Erin Aubry Kaplan lives in Inglewood, “a mostly Black and Latino city in southwestern Los Angeles County,” and she decides to build a Little Free Library, as they are called, in her front yard so neighbors walking by can borrow a book. She builds one because she loves books, but because in our puritanical times nothing can be as simple as that, she writes that she also put one up “to signal to my longtime neighbors that we had our own ideas about improvement, and could carry them out in our own way. There are organizations that help people build these little libraries, but I did mine independently. I envisioned it as a place for my neighbors to stay connected during the pandemic.”

Fine. But then things get a little crazy. A white couple stops and looks at her library and Aubry Kaplan freaks out: “Instantly, I was flooded with emotions — astonishment, and then resentment, and then astonishment at my resentment. It all converged into a silent scream in my head of, Get off my lawn!

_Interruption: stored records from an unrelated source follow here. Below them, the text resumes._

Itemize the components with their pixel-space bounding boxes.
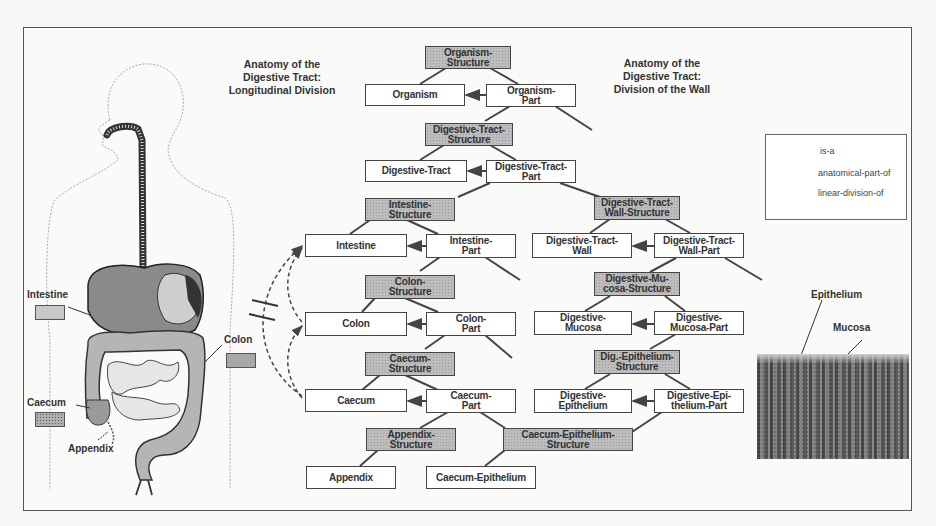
appendix-icon — [108, 422, 114, 444]
node-digestive-tract: Digestive-Tract — [365, 160, 467, 182]
node-digestive-tract-wall: Digestive-Tract- Wall — [532, 233, 632, 258]
node-caecum-part: Caecum- Part — [426, 389, 516, 413]
node-appendix: Appendix — [306, 466, 396, 489]
node-intestine-structure: Intestine- Structure — [365, 198, 455, 221]
legend-linear-division-of: linear-division-of — [818, 188, 884, 198]
node-digestive-tract-structure: Digestive-Tract- Structure — [425, 123, 513, 146]
label-intestine: Intestine — [27, 289, 68, 300]
label-colon: Colon — [224, 334, 252, 345]
node-caecum-structure: Caecum- Structure — [365, 352, 455, 376]
node-appendix-structure: Appendix- Structure — [366, 428, 456, 451]
node-digestive-epithelium-structure: Dig.-Epithelium- Structure — [594, 350, 680, 374]
label-caecum: Caecum — [27, 397, 66, 408]
legend-anatomical-part-of: anatomical-part-of — [818, 168, 891, 178]
node-intestine-part: Intestine- Part — [426, 234, 516, 258]
legend-box: is-a anatomical-part-of linear-division-… — [765, 134, 907, 220]
node-digestive-tract-part: Digestive-Tract- Part — [486, 160, 576, 183]
node-organism: Organism — [365, 84, 465, 106]
caecum-icon — [86, 400, 109, 425]
mucosa-micrograph-image — [757, 354, 909, 459]
label-appendix: Appendix — [68, 443, 114, 454]
title-longitudinal-division: Anatomy of the Digestive Tract: Longitud… — [214, 58, 350, 97]
node-digestive-mucosa-part: Digestive- Mucosa-Part — [654, 311, 744, 335]
node-organism-structure: Organism- Structure — [425, 46, 511, 69]
node-caecum-epithelium-structure: Caecum-Epithelium- Structure — [503, 428, 633, 451]
title-division-of-wall: Anatomy of the Digestive Tract: Division… — [598, 57, 726, 96]
node-digestive-mucosa-structure: Digestive-Mu- cosa-Structure — [594, 272, 680, 296]
node-digestive-tract-wall-part: Digestive-Tract- Wall-Part — [654, 233, 744, 258]
node-digestive-mucosa: Digestive- Mucosa — [534, 311, 632, 335]
label-epithelium: Epithelium — [811, 289, 862, 300]
swatch-intestine — [35, 305, 65, 320]
node-organism-part: Organism- Part — [486, 84, 576, 107]
node-caecum: Caecum — [305, 389, 407, 412]
swatch-caecum — [35, 412, 65, 427]
node-digestive-epithelium: Digestive- Epithelium — [534, 389, 632, 413]
esophagus-icon — [107, 126, 143, 268]
legend-is-a: is-a — [820, 146, 835, 156]
node-digestive-tract-wall-structure: Digestive-Tract- Wall-Structure — [594, 196, 680, 220]
node-caecum-epithelium: Caecum-Epithelium — [426, 466, 536, 489]
node-colon: Colon — [305, 312, 407, 336]
node-intestine: Intestine — [305, 234, 407, 257]
node-colon-part: Colon- Part — [426, 312, 516, 336]
swatch-colon — [226, 353, 256, 368]
node-colon-structure: Colon- Structure — [365, 275, 455, 299]
label-mucosa: Mucosa — [833, 322, 870, 333]
node-digestive-epithelium-part: Digestive-Epi- thelium-Part — [654, 389, 744, 413]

She doesn’t yell “Get off my lawn,” thankfully, and she doesn’t take down the library because a white couple stopped and looked at it without even borrowing a book. But, while embarrassed by her initial reaction, she comes to see it as natural: “What I resented was not this specific couple,” she writes, “It was their whiteness.” Technically, she put the little library out for “everyone,” but it was really for everyone but white people, and when the white couple stopped and looked at the books, they were transgressing on black space, once again pushing black people to the margins, appropriating black expression, and gentrifying the black neighborhood. Aren’t whites the worst?

I’m so old, I can remember when librarians would judge people by the content of their character, not by the color of their skin.